In December 2016, Francois Jonker, the academic head of the Cape Town Creative Academy and an Associate at the Creative Leadership Consultancy and I decided to go on a learning adventure to Japan. We were interested in what sat at the edges of Leadership Development, what could spark a new body of work and learning in a space notoriously crowded and saturated. We set as our learning intention the discovery of experiences which could help organisations build a new body of practices which could help create more playful, purposeful and engaged teams and leaders. What emerged was an experience which has been both unforgettable and an important seeding process for The Creative Leadership Consultancy's latest body of work, The Smell of Bravery.
We discovered a 3 day immersive experience in Japanese Incense making, the first of its kind to be run in Japan. We worked with 3 Incense masters and a buddhist monk in Tokyo to understand and uncover the history of smell through the vehicle of Incense making. The Japanese Samurai were the first to mix ingredients which could evoke memory, bravery and identity when in battle. There are stories of Samurai wearing incense streaming from under their helmets as they went into battle.
I had the chance to talk with Drue Katoka at the Young Global Leaders' gathering in Buenos Aires, Argentina in April, an artist from a long line of Samurai, about the relationship between Smell, Bravery and what she called their constant vigilance in the face of Death at every moment of their being. It provided further fuel for what would birth the Smell of Bravery workshop we developed.
What excited me about exploring work in Smell was its incredible power to evoke memory and reconstruct identity. The first work I had ever done in a workshop space was around 1995 in maximum security prisons in Johannesburg. I used smell as a way of helping long-term and ex-deathrow prisoners from three places of maximum incarceration to re-imagine themselves and their identity but using a synesthetic process around sensemaking e.g. what is the taste of the shape, what is the colour of the sound, what is the texture of the smell. It was a powerful process, and one which made me understand the tremendous gift of our senses to galvanise change.
This coupled with work I had done on my return with the Sheet Street management team at Mr Price on Bravery as a leadership practice helped me understand the distinct and important difference between Courage and Bravery. Bravery builds Courage. One needs to understand the drivers of one's own Bravery before one can build Courage as a mindset. This is such an unbelievably important practice to understand and have as a leader. In a world where we are challenged daily to do the right thing, to show up in a way which demonstrates our own ethical and value driven leadership, Bravery is critical.
Bravery is a tool in your armoury that can help you be more confident and creative, to make smarter decisions and to be a better leader. Bravery is linked to integrity, influence and trust. As you gain a deeper connection with your own bravery so you are better able to express yourself and your purpose in life without the fear, judgement and cynicism that hold us back from following through.
The most serendipitous part of this entire adventure was that, on my return armed with a Japanese incense-making kit, I ran a Bravery through Incense workshop for one of my best friends, Francois Irvine as a birthday present. I noticed how the process helped him evoke memories of his beloved grandmother and how it genuinely sparked his Bravery. He spent many weeks after that experimenting with ingredients from our region and making some of the most incredible memory-invoking incense. I have never run open workshops. My work is with corporate groups. But this truly felt like an opportunity to make accessible to the wider public something so powerful and meaningful. As part of my own building of Bravery, I asked him whether he would design and run one with me. The Smell of Bravery was birthed.
Part of our interest in developing this body of work is to acknowledge and understand the multiple ways in which we learn and behave. Neurons fire in your head, your heart, your backbone, your hands and your gut. My work in Lego Serious Play has been an extraordinary site for understanding the hand intelligence we have - how our hands instinctively know before our heads when it comes to unconsciously deciding on which bricks to use. Similarly, there are processes that unlock the other intelligences which we have been exploring with this workshop. We have since the inception of the Smell of Bravery workshop collaborated with Jessica of Lady Bonin's tea to introduce heart intelligence, a tea ceremony using Genmaicha tea, the tea allegedly drunk by the Samurai before going into battle. Our latest collaboration for a process on 14th October in Cape Town is with Lauren Marsh of Aceso Fire Tonic around unlocking gut intelligence. For Bravery, you need a healthy gut and what Aceso fire tonic does is to build an actual gut army in your stomach. Your gut produces 95% of your serotonin and upwards of 50% of your dopamine. It provides the fire for sparking action.
There has been so much discussion and debate around how leadership interventions don't create the value they promise to generate. My sense, excuse the pun, is that what we are needing is a whole new way of working with ourselves, ones that use our full body for learning. This is one of those leadership interventions that unlocks that value, allows delegates to work with reframing their thinking and re-imagining their way of being in the world.
Elaine Rumboll is the Managing Director of the Creative Leadership Consultancy, a professor of Play at the Western Orthodox university and a seasoned Creative Leadership Development practitioner.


**THE TASK**.
Collect every line below that contains the word "Enhanced".

(Stored entries)
* * * * * * *

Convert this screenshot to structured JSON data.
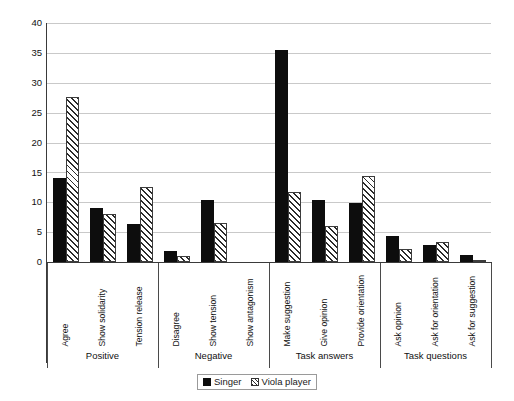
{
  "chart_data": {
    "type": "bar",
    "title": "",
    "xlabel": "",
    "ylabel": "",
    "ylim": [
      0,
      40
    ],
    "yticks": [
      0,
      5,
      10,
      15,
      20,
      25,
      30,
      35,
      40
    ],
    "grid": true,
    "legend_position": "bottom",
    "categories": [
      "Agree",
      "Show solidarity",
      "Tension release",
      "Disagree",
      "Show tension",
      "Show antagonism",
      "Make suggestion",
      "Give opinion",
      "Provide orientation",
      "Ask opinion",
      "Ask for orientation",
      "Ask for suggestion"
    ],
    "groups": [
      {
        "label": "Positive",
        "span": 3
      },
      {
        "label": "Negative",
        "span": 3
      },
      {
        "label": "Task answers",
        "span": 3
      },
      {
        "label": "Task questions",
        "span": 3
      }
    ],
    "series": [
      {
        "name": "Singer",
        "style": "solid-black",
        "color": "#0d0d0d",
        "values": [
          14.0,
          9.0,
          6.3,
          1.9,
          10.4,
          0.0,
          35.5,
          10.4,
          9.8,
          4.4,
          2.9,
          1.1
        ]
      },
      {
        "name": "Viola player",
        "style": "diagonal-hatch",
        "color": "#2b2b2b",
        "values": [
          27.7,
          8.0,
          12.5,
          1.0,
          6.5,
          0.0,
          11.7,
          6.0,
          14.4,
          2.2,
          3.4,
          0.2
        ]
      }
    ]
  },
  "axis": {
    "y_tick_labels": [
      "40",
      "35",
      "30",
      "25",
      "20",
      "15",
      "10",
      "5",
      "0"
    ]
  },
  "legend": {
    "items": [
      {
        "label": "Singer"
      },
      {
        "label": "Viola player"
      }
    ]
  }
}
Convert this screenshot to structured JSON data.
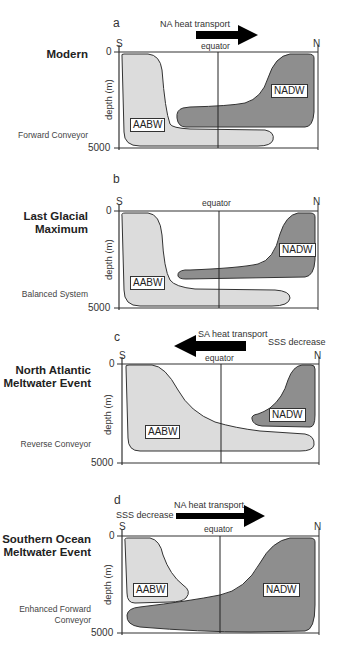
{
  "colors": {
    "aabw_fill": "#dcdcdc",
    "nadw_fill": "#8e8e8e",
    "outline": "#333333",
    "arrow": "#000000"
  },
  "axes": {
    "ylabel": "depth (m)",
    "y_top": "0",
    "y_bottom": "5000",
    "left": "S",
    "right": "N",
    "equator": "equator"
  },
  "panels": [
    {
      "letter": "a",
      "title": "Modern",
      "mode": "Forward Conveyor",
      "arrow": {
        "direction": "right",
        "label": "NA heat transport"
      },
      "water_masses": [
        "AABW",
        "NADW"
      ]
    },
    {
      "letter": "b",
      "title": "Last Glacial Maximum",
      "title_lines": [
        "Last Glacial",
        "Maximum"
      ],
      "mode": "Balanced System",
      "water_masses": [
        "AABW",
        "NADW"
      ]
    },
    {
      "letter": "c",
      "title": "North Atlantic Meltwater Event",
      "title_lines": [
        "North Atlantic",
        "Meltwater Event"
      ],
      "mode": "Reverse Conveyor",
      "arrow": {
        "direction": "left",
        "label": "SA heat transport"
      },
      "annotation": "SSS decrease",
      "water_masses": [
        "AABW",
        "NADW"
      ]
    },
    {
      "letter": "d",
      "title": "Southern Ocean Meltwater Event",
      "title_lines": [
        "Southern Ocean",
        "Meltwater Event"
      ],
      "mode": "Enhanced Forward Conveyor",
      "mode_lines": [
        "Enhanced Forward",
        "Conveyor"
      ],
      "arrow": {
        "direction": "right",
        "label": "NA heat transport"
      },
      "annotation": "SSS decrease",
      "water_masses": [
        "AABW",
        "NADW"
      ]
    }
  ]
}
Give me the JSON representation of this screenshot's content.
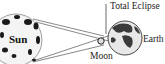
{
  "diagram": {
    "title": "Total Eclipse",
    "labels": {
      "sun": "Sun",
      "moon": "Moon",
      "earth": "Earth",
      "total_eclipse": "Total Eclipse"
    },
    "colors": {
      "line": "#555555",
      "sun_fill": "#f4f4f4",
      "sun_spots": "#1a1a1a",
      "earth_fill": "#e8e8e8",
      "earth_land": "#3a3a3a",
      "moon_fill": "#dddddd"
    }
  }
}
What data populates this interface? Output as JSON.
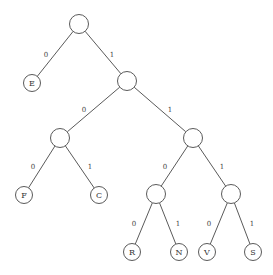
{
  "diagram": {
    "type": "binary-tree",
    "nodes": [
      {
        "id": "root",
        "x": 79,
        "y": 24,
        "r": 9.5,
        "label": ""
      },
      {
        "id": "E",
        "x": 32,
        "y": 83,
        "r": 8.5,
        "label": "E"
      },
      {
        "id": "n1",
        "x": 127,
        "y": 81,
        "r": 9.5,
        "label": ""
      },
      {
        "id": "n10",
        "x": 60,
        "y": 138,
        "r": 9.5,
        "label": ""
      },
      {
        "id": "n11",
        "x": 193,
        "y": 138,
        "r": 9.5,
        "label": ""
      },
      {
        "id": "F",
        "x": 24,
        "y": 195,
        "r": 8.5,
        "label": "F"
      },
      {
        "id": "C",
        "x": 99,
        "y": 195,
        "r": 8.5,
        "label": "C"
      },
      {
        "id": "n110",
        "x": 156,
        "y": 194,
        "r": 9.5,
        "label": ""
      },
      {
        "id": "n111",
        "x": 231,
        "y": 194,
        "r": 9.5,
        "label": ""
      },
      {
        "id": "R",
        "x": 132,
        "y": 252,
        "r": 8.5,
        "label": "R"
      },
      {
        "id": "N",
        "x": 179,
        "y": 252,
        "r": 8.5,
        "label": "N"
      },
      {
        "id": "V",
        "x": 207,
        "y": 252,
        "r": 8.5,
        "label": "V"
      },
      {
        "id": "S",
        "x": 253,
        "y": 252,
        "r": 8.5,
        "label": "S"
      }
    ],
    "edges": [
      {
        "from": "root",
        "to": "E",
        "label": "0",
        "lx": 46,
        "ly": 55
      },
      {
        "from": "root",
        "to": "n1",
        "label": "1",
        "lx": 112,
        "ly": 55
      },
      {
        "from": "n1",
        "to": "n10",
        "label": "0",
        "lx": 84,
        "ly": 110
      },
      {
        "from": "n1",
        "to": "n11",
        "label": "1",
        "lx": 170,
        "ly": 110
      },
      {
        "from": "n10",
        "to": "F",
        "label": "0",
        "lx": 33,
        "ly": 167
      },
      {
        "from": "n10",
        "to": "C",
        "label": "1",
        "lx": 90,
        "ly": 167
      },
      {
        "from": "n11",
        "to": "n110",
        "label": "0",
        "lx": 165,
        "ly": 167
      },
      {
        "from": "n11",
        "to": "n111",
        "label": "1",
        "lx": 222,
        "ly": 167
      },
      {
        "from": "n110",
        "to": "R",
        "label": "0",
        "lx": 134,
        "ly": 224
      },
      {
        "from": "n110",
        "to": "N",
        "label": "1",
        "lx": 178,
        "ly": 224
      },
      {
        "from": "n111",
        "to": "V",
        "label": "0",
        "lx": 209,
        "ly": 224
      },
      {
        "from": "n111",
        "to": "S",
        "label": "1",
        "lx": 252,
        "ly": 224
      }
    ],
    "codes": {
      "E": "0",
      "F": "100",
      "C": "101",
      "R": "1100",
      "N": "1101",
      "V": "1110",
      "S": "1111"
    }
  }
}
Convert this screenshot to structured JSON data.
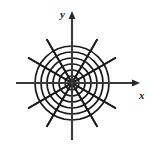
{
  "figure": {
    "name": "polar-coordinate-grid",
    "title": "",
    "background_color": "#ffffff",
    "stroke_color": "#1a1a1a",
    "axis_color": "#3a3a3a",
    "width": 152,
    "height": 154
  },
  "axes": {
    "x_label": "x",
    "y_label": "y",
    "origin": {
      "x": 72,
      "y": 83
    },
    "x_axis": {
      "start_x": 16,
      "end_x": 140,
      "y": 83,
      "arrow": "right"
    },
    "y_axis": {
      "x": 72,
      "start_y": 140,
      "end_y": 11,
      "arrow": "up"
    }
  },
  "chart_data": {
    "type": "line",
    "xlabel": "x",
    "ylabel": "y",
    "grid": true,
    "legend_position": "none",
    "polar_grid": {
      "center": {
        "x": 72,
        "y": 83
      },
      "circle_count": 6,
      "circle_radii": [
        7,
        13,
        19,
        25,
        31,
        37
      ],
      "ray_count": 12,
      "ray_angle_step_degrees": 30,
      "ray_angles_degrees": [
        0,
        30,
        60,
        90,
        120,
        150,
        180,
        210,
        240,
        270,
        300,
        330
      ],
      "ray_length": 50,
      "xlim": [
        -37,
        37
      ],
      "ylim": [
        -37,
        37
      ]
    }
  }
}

* * * * * * *

**YOUR SOLUTION**.
      "mode": "Enhanced Forward Conveyor",
        "Enhanced Forward",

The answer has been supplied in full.